Craving director Ben Stiller’s Escape at Dannemora? You will want to see it

That is still a pretty good deal for all those shows under one roof, plus Letterkenny. Are you craving that final season of Game of Thrones and counting the days until winter is coming? Sign up now and get in on that plus the return of Veep starring Julia Louis-Dreyfus, director Ben Stiller’s new prison drama Escape at Dannemora, Westworld, Doctor Who, Star Trek Discovery, Ray Donavan and a whole lot more. As Bell Media president Randy Lennox states on Thursday’s release, Crave will be delivering “thousands of hours of prestige programming at an “unbeatable value.”
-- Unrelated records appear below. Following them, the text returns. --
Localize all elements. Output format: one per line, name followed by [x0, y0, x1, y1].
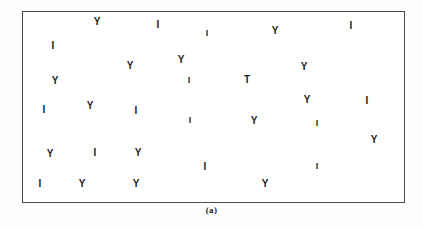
scatter-marker-y: Y: [178, 55, 185, 65]
figure-caption: (a): [0, 205, 423, 215]
scatter-marker-i: I: [189, 116, 192, 125]
scatter-marker-t: T: [244, 75, 250, 85]
scatter-marker-y: Y: [133, 179, 140, 189]
scatter-marker-y: Y: [135, 148, 142, 158]
scatter-marker-y: Y: [52, 76, 59, 86]
scatter-marker-y: Y: [79, 179, 86, 189]
scatter-marker-i: I: [316, 162, 319, 171]
scatter-marker-y: Y: [87, 101, 94, 111]
scatter-marker-y: Y: [371, 135, 378, 145]
scatter-marker-i: I: [157, 20, 160, 30]
scatter-marker-y: Y: [262, 179, 269, 189]
scatter-marker-i: I: [206, 29, 209, 38]
scatter-marker-i: I: [94, 148, 97, 158]
figure-container: YIIYIIYYYYITYIIYIIYIYYIYIIIYYY (a): [0, 0, 423, 229]
scatter-marker-i: I: [135, 106, 138, 116]
scatter-marker-i: I: [52, 41, 55, 51]
scatter-marker-y: Y: [301, 62, 308, 72]
scatter-marker-y: Y: [251, 116, 258, 126]
scatter-marker-y: Y: [94, 17, 101, 27]
scatter-marker-i: I: [43, 105, 46, 115]
scatter-marker-i: I: [350, 21, 353, 31]
scatter-marker-y: Y: [47, 149, 54, 159]
scatter-marker-y: Y: [127, 61, 134, 71]
scatter-marker-i: I: [316, 119, 319, 128]
scatter-marker-i: I: [366, 96, 369, 106]
scatter-marker-y: Y: [272, 26, 279, 36]
scatter-marker-i: I: [39, 179, 42, 189]
scatter-marker-i: I: [204, 162, 207, 172]
scatter-marker-y: Y: [304, 95, 311, 105]
scatter-marker-i: I: [188, 76, 191, 85]
plot-frame: YIIYIIYYYYITYIIYIIYIYYIYIIIYYY: [22, 11, 405, 203]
And so, Bell, tallying up the cost of all these acquisitions, has put Crave right up on the top shelf. This is to compete with a gang-tackling group of international, OTT services all offered at about the same price, including Netflix, Amazon Prime Video and CBS All Access.

Bell honcho Randy Lennox

Still, some will argue that the effort is a day late and a dollar short. Big spenders Netflix, which launched 25 new shows since I started typing this story, turned a two year head start into a deep entrenchment. As one industry wag suggested to me (in a quote that was too awesome not to use), “Bell’s latest Crave move is like showing up to prom for the last dance.  No one cares.  Prom started the weekend before.”
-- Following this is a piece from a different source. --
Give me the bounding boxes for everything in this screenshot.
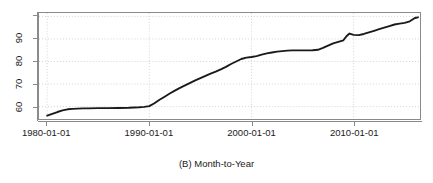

There’s also the risk that many HBO subscribers will simply flip that monthly cost over to a Crave/HBO streaming combo deal, ditching that wonky set top box and cutting the cable cord entirely.

More international OTT competition, of course, is on the horizon. Disney is launching a robust streaming service in 2019. Winter is coming for Canadian media companies who aren’t all in on the streaming side.
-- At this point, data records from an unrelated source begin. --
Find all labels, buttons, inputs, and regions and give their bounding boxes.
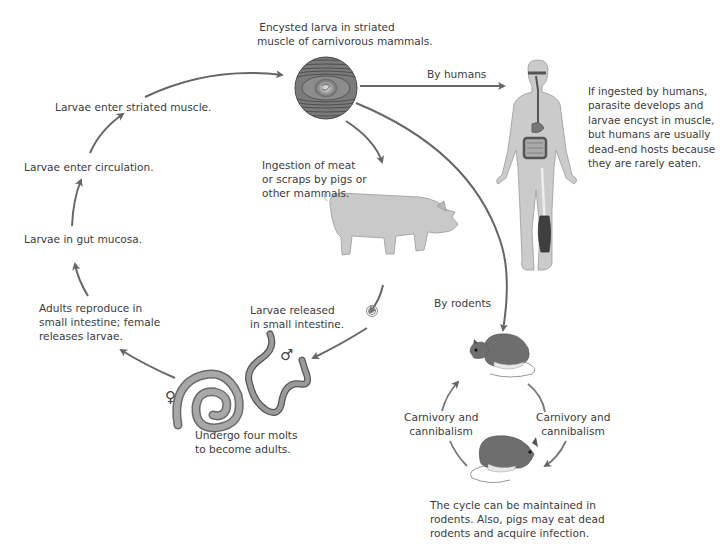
label-four-molts: Undergo four molts to become adults. xyxy=(195,428,298,456)
label-line: larvae encyst in muscle, xyxy=(588,113,715,127)
female-symbol: ♀ xyxy=(165,390,176,405)
label-enter-circulation: Larvae enter circulation. xyxy=(24,160,154,174)
label-gut-mucosa: Larvae in gut mucosa. xyxy=(24,232,142,246)
label-carnivory-left: Carnivory and cannibalism xyxy=(404,410,478,438)
label-line: rodents and acquire infection. xyxy=(430,526,605,540)
label-line: but humans are usually xyxy=(588,127,715,141)
label-line: Larvae released xyxy=(250,303,344,317)
label-ingestion: Ingestion of meat or scraps by pigs or o… xyxy=(262,158,366,200)
label-adults-reproduce: Adults reproduce in small intestine; fem… xyxy=(39,301,160,343)
label-line: Ingestion of meat xyxy=(262,158,366,172)
label-line: Adults reproduce in xyxy=(39,301,160,315)
arrow-to-muscle xyxy=(90,114,123,153)
label-line: small intestine; female xyxy=(39,315,160,329)
label-line: cannibalism xyxy=(536,424,610,438)
label-by-rodents: By rodents xyxy=(434,296,491,310)
arrow-to-reproduce xyxy=(121,350,175,378)
pig-icon xyxy=(324,192,458,255)
label-line: rodents. Also, pigs may eat dead xyxy=(430,512,605,526)
label-line: they are rarely eaten. xyxy=(588,156,715,170)
arrow-to-mucosa xyxy=(75,264,88,296)
human-body-icon xyxy=(497,60,577,270)
label-line: If ingested by humans, xyxy=(588,84,715,98)
arrow-to-male-worm xyxy=(313,328,367,358)
rodent-icon xyxy=(470,334,535,377)
label-line: parasite develops and xyxy=(588,98,715,112)
female-worm-icon xyxy=(177,374,240,428)
label-line: cannibalism xyxy=(404,424,478,438)
label-line: releases larvae. xyxy=(39,329,160,343)
muscle-cyst-icon xyxy=(290,57,362,119)
label-encysted-larva: Encysted larva in striated muscle of car… xyxy=(257,20,397,48)
male-symbol: ♂ xyxy=(280,348,293,363)
label-carnivory-right: Carnivory and cannibalism xyxy=(536,410,610,438)
label-line: Encysted larva in striated xyxy=(257,20,397,34)
label-line: dead-end hosts because xyxy=(588,142,715,156)
arrow-to-circulation xyxy=(72,180,81,226)
label-by-humans: By humans xyxy=(427,67,486,81)
male-worm-icon xyxy=(249,334,308,412)
label-larvae-released: Larvae released in small intestine. xyxy=(250,303,344,331)
label-human-note: If ingested by humans, parasite develops… xyxy=(588,84,715,170)
arrow-to-pig xyxy=(346,121,382,162)
label-line: muscle of carnivorous mammals. xyxy=(257,34,397,48)
label-line: other mammals. xyxy=(262,186,366,200)
label-line: The cycle can be maintained in xyxy=(430,498,605,512)
label-line: in small intestine. xyxy=(250,317,344,331)
label-line: Carnivory and xyxy=(404,410,478,424)
label-rodent-note: The cycle can be maintained in rodents. … xyxy=(430,498,605,540)
label-line: or scraps by pigs or xyxy=(262,172,366,186)
arrow-to-cyst xyxy=(145,73,282,97)
label-line: Carnivory and xyxy=(536,410,610,424)
label-line: to become adults. xyxy=(195,442,298,456)
label-line: Undergo four molts xyxy=(195,428,298,442)
rodent-icon-bottom xyxy=(471,436,539,483)
label-enter-muscle: Larvae enter striated muscle. xyxy=(55,100,211,114)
David Kines, co-founder and president of rival Canadian movie channel and on-demand service Hollywood Suite, gets why Bell is all in on marketing Crave now. “Bell has definitely invested very heavily in content and it’s a huge challenge to figure out how to recoup that investment, especially when they’re on a very uneven playing field, up against foreign players who don’t pay a dime in Canadian taxes, and appear to have an extraordinarily high tolerance for carrying huge amounts of debt. All Canadian media companies – big and small – need to try as many ways as possible to stay in the game.”

2 Comments

  1. Interesting developments. I’m still waiting for Vikings to find its way to a streamer…Corus Entertainment , not to mention Rogers Media, really are gonna get screwed out of the media scene if they don’t come up with a solution fast.

  2. Phoebe Munro Reply

    Could there be stupider or GREEDIER programming decisions at Crave TV than with the advent of new management and even greedier decisions than heretofore. Unbelievable. Not content to soak up all the $ from Crave subscriptions you eliminate all the Bond films – a big reason many of us subscribed -and then have the unmitigated gall to OVERCHARGE for programs you have no business to, such as Sharp Objects. Did you, Crave TV, put $ into producing Sharp Objects? Is it your original investment that made it happen? Didn’t think so. I won’t be renewing again, most of my friends have already dropped Crave and I stuck with it, but if you are going to put up silly ass GREEDY GREEDY GREEDY paywalls expect others to drop off too. The very least you could have done was to offer HBO programming – THAT WAS PART OF THE ORIGINAL PACKAGE AND WHY MOST OF US SUBSCRIBED – as part of the deal and not renege dishonestly after you got our subscriptions. But, you’re part of Bell Canada. Enough said, the greediest and most dishonest’company’ in Canada. Don’t believe me? Try watching Marketplace sometime and you’ll get the message. Just a matter of time folks till regulation comes your way and kicks you wear it hurts. If you are as dishonest as all reports of your upsetting and bullying and abusing Canadians into paying ten times what other countries charge then expect a lot of Canadians to beat feet and opt for better cheaper solutions. If they are American or European so be it. You have brought it on yourselves by did I mention CORPORATE 1% AND CORPORATE WELFARE, starting at the very top.